===== Records =====

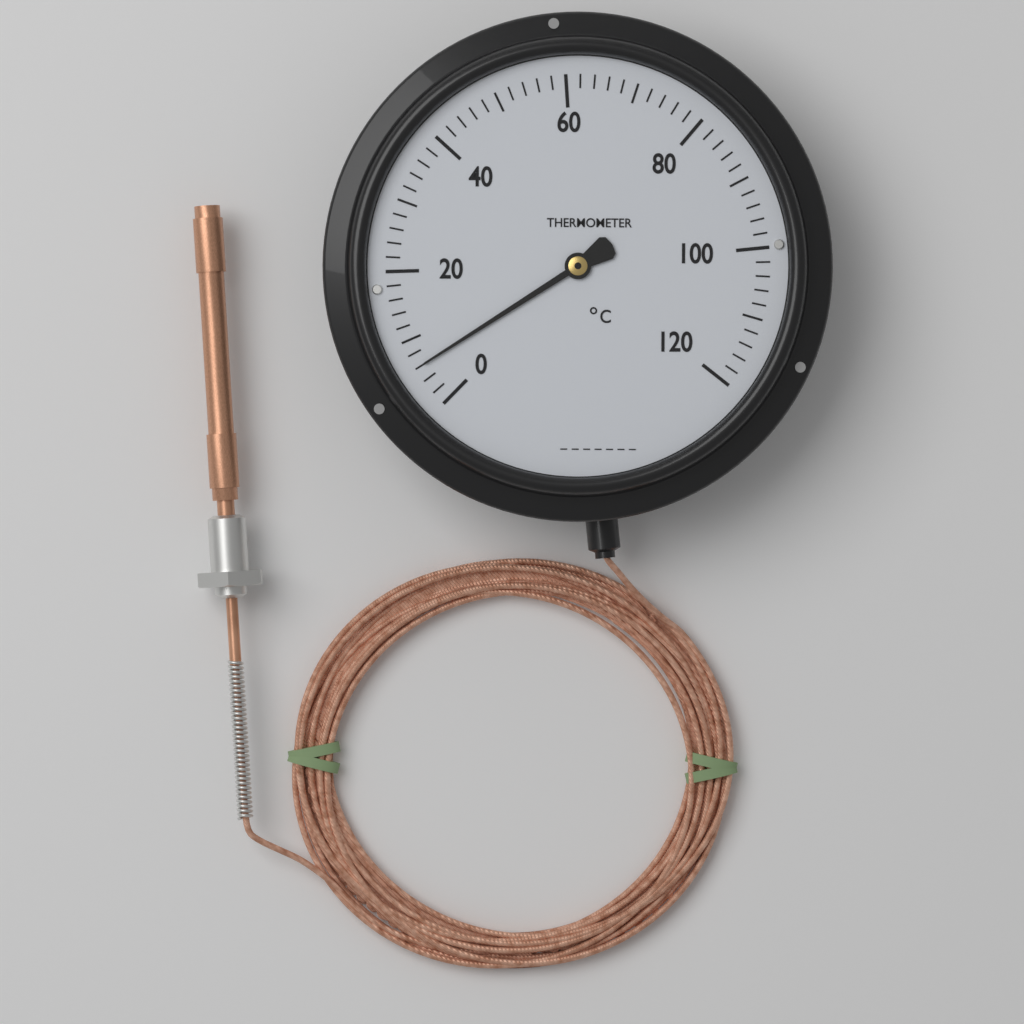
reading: 6 °C
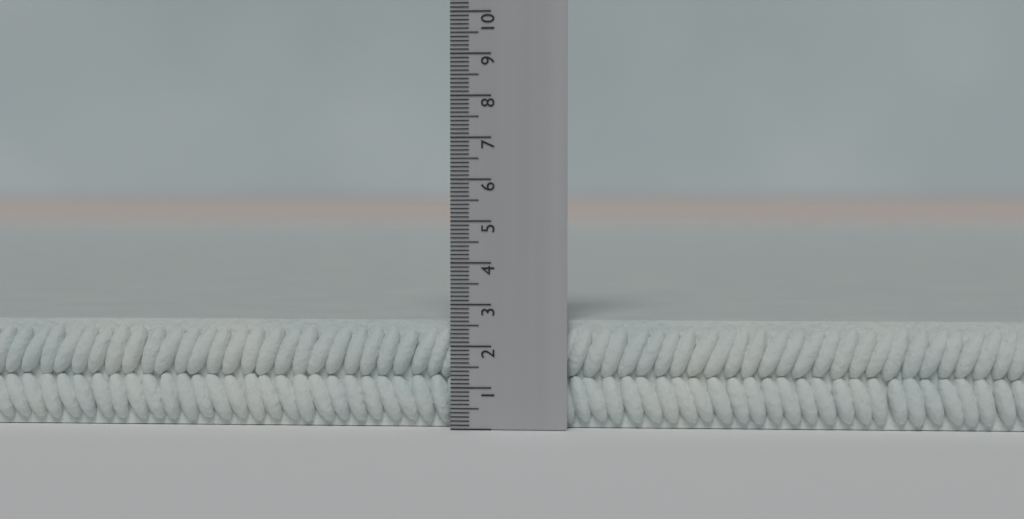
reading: 2.6 (no unit)
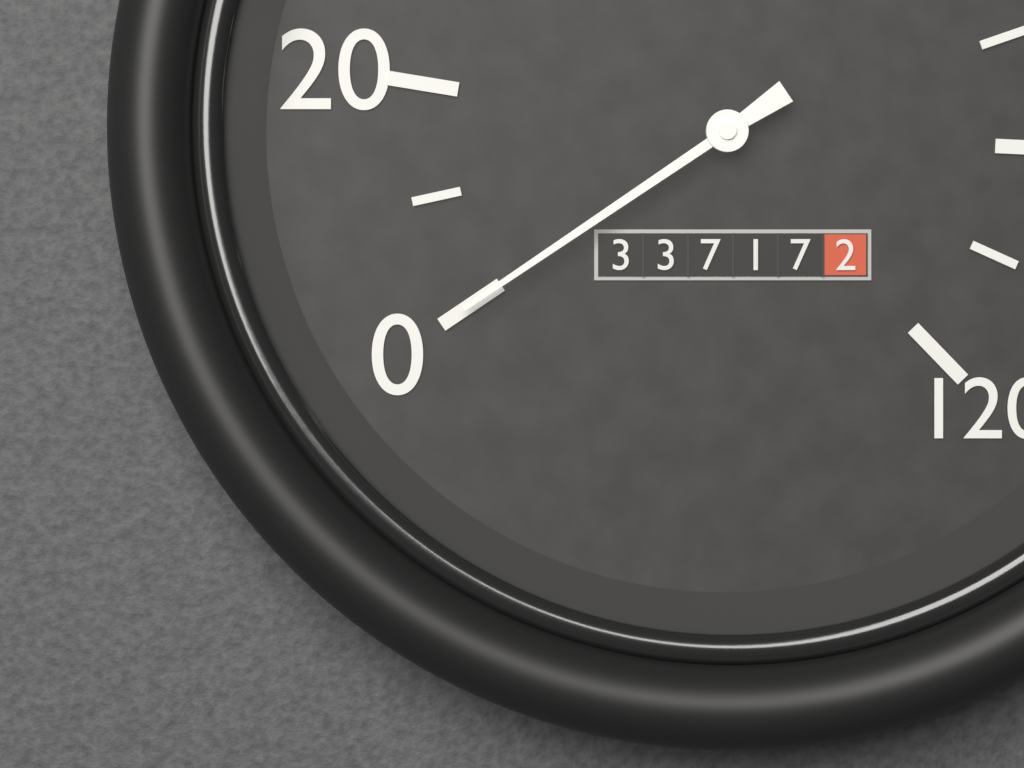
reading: 0 km/h
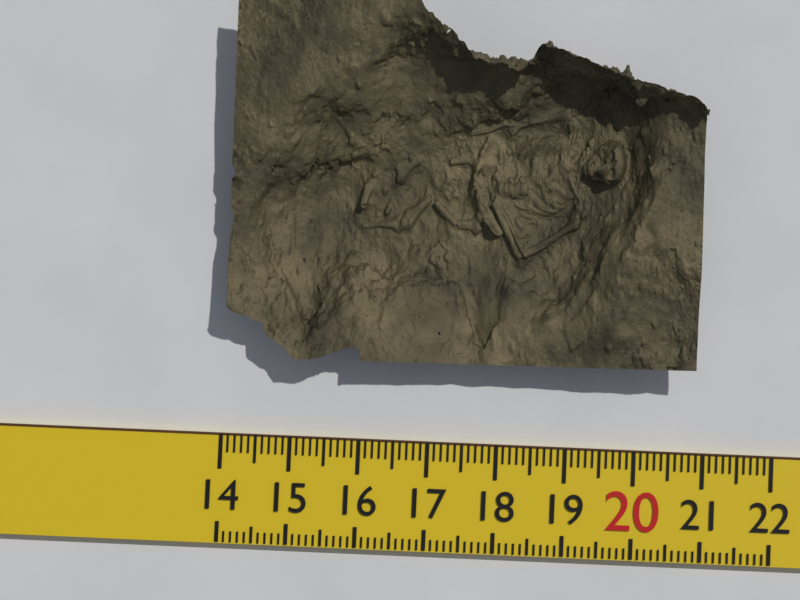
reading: 20.8 (no unit)
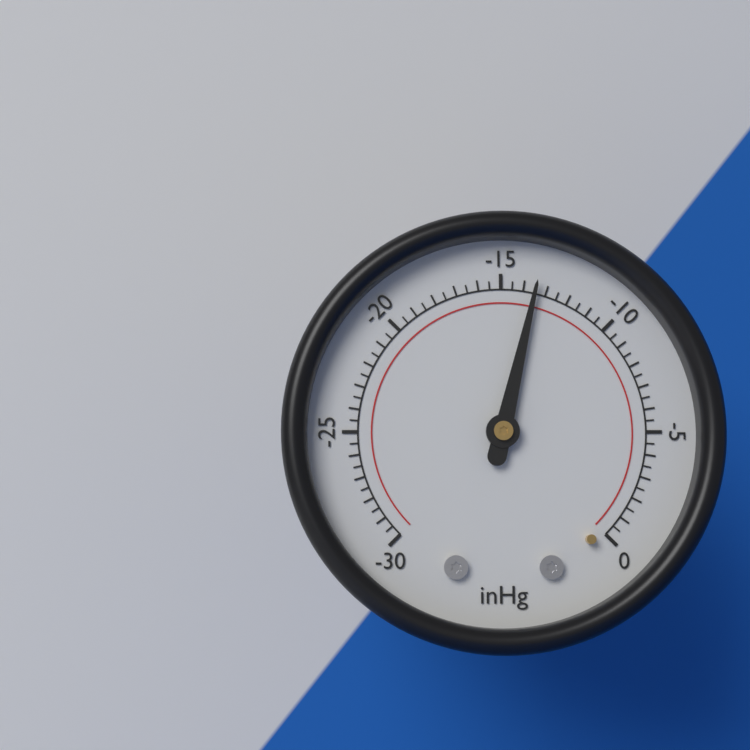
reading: -13.5 inHg
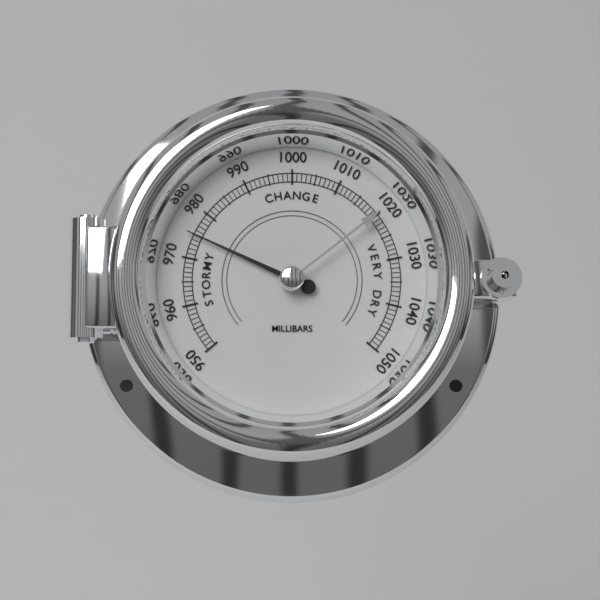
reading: 975 mbar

=====

Reproduce the data exactly as it appears above. Pictures are to be left out.

reading: 6 °C
reading: 2.6 (no unit)
reading: 0 km/h
reading: 20.8 (no unit)
reading: -13.5 inHg
reading: 975 mbar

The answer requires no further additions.